Supportiv, the pioneer in Conversational Care™ and Precision Peer Support™, releases a new collection of divorce articles, helping individuals to support themselves and their families, keep composed, and look ahead despite divorce’s difficulty.
Divorce impacts many facets of mental health and can disrupt wellbeing. Whether you are in the process of divorcing or considering it, and are on the initiating or receiving end, divorce shifts the goalposts in your life, confuses your priorities and coping mechanisms, and creates new demands. Supportiv’s newly published Divorce article collection speaks to the various ways mental health and divorce interact, and provides strategy to “keep it together” when a marriage falls apart.
The divorce process instigates major emotional adjustments–even for those who welcome the divorce itself. Through all of this, children and extended family may have their own feelings to voice, and divorcing individuals find themselves managing many others’ emotions in addition to their own.
Supportiv CEO and Co-Founder Helena Plater-Zyberk speaks to the need for targeted resources in any stage of the divorce process: “The up-ending of one’s marriage requires recalibration and planning for a new future. These new resources aim to capture various contexts in which divorce creates emotional challenges, and provide the tools that can calm feelings of overwhelm.”
Elaborating on why individuals shouldn’t have to go through divorce without support, Supportiv Co-Founder Pouria Mojabi continues: “For those going through divorce, the path forward can feel dreadfully unclear. You might yearn for things to go back to ‘normal,’ but your status quo is gone. Coping through divorce involves defining and adjusting to a new normal–no small task.”
Supportiv’s new divorce resources provide reassurance, inspiration, and options for those considering or actively in the process of divorce. Topics in the collection include:
Not everyone will agree whether emotional cheating is grounds for divorce. The concept of virtual infidelity highlights this issue. What should you know about making a decision and moving forward?
Here are some realistic ways to take action when you discover your spouse is cheating. Divorce is an option, but not the only thing you can do.
If you find yourself asking whether it’s worth it to get divorced later in life (to have a “gray divorce”), here’s how to navigate your reasonable reservations and the challenges you anticipate in the process.
If you are sure that you really do want a divorce, how can you break the news to your spouse while surviving the anxiety? What can you do to prepare, and what can you actually say?
What’s the reality of divorcing a narcissist? How have other people done it? Could it be possible for you to get through the conflict? It’s worth looking at the evidence. Your freedom is worth it.
How can you mend a broken heart after a long term relationship? Have faith, be patient, and get familiar with the process ahead.
In cases like divorce, your grief can be just as deep as mourning an actual death. So how can you get through this mourning period, especially when others struggle to understand the magnitude of your pain?
Though this article won’t tell you which side of the family to spend the holidays with, it provides tips on asserting healthy boundaries, even to your parents, and adapting to changes in your family.
It’s powerful when a public figure opens up about how they’ve handled personal decisions and difficult experiences–as John Mulaney has done in the wake of his divorce.
These divorce worksheets can help you sort through difficult feelings, reassess relationships, and preserve your needs while divorcing or separating.
Find tools to help yourself adjust and strategize in the new collection of mental health Divorce resources. Or, try out Supportiv’s peer-to-peer support chats, available 24/7/365, with no appointments, and find connection is less than a minute.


» **PROBLEM DESCRIPTION**
Keep only the lines of the data below that contain "circle", and copy them.

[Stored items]
•••••

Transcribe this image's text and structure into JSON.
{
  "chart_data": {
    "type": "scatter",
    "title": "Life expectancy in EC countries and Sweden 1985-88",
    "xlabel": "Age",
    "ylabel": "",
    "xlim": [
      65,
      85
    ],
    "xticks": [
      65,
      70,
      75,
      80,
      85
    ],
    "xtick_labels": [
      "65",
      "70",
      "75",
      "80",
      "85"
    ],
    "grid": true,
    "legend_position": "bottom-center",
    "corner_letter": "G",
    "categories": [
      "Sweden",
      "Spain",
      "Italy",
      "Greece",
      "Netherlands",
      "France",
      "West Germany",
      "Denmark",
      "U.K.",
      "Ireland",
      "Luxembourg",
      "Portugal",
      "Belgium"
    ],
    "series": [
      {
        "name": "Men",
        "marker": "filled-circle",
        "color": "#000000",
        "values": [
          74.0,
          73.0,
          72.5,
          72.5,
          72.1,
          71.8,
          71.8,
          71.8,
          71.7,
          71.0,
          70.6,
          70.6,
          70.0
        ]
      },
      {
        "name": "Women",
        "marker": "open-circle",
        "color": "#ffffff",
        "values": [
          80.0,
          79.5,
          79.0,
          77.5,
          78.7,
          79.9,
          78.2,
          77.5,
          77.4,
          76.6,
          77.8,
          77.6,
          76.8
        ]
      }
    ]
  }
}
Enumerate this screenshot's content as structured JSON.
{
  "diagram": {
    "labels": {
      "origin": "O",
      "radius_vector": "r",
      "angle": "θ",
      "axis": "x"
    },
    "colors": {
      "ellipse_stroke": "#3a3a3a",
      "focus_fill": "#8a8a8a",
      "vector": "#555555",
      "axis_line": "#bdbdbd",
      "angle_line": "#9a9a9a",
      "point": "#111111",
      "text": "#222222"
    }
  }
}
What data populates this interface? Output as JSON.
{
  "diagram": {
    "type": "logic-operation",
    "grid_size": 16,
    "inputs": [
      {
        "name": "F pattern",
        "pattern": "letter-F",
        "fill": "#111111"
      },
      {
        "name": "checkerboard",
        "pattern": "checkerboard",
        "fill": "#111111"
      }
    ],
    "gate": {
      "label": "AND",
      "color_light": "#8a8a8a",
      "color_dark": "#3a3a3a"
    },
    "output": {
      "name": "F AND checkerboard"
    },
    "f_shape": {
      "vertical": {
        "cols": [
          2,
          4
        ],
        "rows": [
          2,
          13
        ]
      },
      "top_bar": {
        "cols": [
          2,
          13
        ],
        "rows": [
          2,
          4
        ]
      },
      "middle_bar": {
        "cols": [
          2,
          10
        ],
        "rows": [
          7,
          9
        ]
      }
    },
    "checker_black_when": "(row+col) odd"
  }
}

•••••

» **RESPONSE TO THIS TASK**
        "marker": "filled-circle",
        "marker": "open-circle",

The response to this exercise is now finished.